Semantic (facts), episodic (events), explicit (conscious memories), implicit (unconscious memories)
467
What is the recency effect when remembering a list?
• Tendency to remember words at the end of a list
468
What is the primacy effect when remembering a list?
• Tendency to remember words at the beginning of a list well
469
What is the Von Restorff effect when remembering a list?
• Tendency to remember stimuli that are distinctive or that stick out like sore thumbs from other stimuli
470
What is the serial position curve when remembering a list?
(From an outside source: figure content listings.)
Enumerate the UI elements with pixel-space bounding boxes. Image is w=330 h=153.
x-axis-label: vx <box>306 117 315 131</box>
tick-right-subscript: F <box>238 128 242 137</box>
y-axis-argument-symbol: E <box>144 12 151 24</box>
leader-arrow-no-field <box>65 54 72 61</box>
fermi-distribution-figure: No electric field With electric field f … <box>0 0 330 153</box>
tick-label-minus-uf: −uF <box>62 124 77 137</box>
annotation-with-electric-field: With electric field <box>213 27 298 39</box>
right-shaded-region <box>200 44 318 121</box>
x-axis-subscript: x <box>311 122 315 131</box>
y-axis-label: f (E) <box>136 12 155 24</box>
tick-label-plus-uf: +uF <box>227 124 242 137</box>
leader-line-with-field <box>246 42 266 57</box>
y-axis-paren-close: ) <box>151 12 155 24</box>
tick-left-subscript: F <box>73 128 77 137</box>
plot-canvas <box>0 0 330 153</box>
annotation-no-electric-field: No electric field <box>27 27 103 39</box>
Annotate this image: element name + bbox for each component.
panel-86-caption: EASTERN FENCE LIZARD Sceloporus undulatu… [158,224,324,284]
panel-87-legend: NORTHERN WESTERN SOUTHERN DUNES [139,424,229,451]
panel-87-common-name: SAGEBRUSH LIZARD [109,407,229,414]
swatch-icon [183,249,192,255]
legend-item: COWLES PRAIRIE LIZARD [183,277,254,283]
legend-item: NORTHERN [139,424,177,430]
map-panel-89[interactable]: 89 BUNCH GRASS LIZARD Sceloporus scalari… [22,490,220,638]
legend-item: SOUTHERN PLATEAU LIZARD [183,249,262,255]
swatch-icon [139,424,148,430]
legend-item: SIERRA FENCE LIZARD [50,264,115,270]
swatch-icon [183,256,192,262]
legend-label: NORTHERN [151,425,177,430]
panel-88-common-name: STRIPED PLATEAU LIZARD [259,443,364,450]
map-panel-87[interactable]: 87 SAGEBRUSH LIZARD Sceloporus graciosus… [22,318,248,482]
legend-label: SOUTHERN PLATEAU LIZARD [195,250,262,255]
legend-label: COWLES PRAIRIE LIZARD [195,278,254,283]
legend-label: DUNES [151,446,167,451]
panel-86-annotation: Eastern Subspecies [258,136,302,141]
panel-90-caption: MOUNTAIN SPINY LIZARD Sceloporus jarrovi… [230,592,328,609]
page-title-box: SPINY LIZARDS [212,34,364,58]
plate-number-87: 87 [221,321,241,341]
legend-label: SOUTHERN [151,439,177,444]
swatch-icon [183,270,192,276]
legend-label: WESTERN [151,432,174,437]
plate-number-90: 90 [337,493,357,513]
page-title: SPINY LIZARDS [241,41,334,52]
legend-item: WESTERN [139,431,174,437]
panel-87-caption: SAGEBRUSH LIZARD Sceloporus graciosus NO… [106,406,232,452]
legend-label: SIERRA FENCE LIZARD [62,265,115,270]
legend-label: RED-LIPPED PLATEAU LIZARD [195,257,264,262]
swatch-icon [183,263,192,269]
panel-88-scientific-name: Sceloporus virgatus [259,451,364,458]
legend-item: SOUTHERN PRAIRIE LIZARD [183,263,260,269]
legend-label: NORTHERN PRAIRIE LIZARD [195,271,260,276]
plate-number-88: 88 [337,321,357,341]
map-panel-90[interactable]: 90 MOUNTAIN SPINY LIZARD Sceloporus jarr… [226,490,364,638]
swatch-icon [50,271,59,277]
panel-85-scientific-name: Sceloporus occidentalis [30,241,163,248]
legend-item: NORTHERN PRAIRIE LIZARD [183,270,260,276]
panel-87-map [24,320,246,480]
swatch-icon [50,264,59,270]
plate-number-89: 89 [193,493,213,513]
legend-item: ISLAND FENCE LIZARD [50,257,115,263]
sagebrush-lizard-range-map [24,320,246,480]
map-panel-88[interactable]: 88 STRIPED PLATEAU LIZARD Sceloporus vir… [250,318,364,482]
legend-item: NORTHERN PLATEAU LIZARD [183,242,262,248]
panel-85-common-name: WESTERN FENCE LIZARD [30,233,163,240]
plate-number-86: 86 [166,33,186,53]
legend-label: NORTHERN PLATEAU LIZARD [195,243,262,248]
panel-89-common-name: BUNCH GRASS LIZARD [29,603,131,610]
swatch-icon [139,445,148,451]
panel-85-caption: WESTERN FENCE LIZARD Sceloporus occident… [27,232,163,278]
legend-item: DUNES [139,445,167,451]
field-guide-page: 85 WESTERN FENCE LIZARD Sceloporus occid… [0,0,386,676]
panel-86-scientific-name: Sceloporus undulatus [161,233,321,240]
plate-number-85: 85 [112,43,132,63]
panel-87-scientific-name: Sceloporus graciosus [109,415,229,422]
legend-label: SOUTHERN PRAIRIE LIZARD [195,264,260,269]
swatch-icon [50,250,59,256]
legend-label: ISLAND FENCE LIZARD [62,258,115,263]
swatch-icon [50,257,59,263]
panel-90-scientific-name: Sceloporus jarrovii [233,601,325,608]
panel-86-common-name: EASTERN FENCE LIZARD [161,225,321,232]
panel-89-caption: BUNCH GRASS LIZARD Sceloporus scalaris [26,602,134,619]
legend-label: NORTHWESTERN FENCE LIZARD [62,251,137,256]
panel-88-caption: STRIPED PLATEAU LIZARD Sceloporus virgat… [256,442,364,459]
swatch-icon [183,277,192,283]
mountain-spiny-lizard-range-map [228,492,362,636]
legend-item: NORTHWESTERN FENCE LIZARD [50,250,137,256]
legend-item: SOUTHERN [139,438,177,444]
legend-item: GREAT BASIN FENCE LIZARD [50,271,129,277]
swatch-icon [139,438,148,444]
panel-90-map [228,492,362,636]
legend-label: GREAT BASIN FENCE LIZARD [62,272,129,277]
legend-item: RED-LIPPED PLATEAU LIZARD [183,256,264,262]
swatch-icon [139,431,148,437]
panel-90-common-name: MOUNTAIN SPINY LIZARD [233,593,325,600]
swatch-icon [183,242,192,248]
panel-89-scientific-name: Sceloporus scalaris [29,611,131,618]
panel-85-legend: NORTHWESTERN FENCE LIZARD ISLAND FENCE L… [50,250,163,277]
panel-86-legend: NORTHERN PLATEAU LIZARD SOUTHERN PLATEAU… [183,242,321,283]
• Graph depicting both primary and recency effects on people’s ability to recall items on a list
471
What are the processes of memory?
Encoding, storage, and retrieval
472
What is the encoding process of memory?
* Process of getting information into our memory banks | * No encoding = no memory
473
What is the storage process of memory?
* Process of keeping information in memory | * How we store memories depends on our interpretation and expectations of the event
474
What is the retrieval process of memory?
• Reactivation or reconstruction of experiences from our memory stores o Transforms recollections to fit beliefs and expectations
475
What is the role of attention with encoding memories?
• If you are not paying attention it does not get encoded
476
What is the next in line effect with encoding memories?
o You forget what the person in front of you said because your focus was on what you would say next
477
What are mnemonics?
* Learning aid, strategy, or device to enhance recall * Can apply them to just about anything * Depend on having a store of knowledge to begin with
478
What is the Peg Word Method?
* Used to recall list of words * Associate each number with a word that rhymes – peg word * Create an image associated with the peg word and the one you want to remember
479
What is the Method of Loci?
* Mental image of places like walking a familiar place | * Associate each term along the path
480
What is a schema for storing memories?
• Organized knowledge structure or mental model we have stored in our memory • Script o Order of events • Gives a frame of reference for interpreting new situations • Can create memory illusions o Us remember what never happened
481
What is a memory illusion?
We remember what never happened
482
What are retrieval cues?
o Hints that make it easier to recall information
483
What is recall when measuring memory retrieval?
* Generating previously remembered information | * More difficult
484
What is recognition when measuring memory retrieval?
* Selecting previously remembered information from an array of options * Easier, such as MC questions
485
What is relearning when measuring memory retrieval?
* Reacquiring knowledge that we have previously learned but largely forgotten over time * Occurs much faster the second time around * Shows memory is still around there somewhere * More sensitive measure of memory by tracking how much faster rather than simply right or wrong
486
What is the tip of the tongue phenomenon in regards to memory retrieval?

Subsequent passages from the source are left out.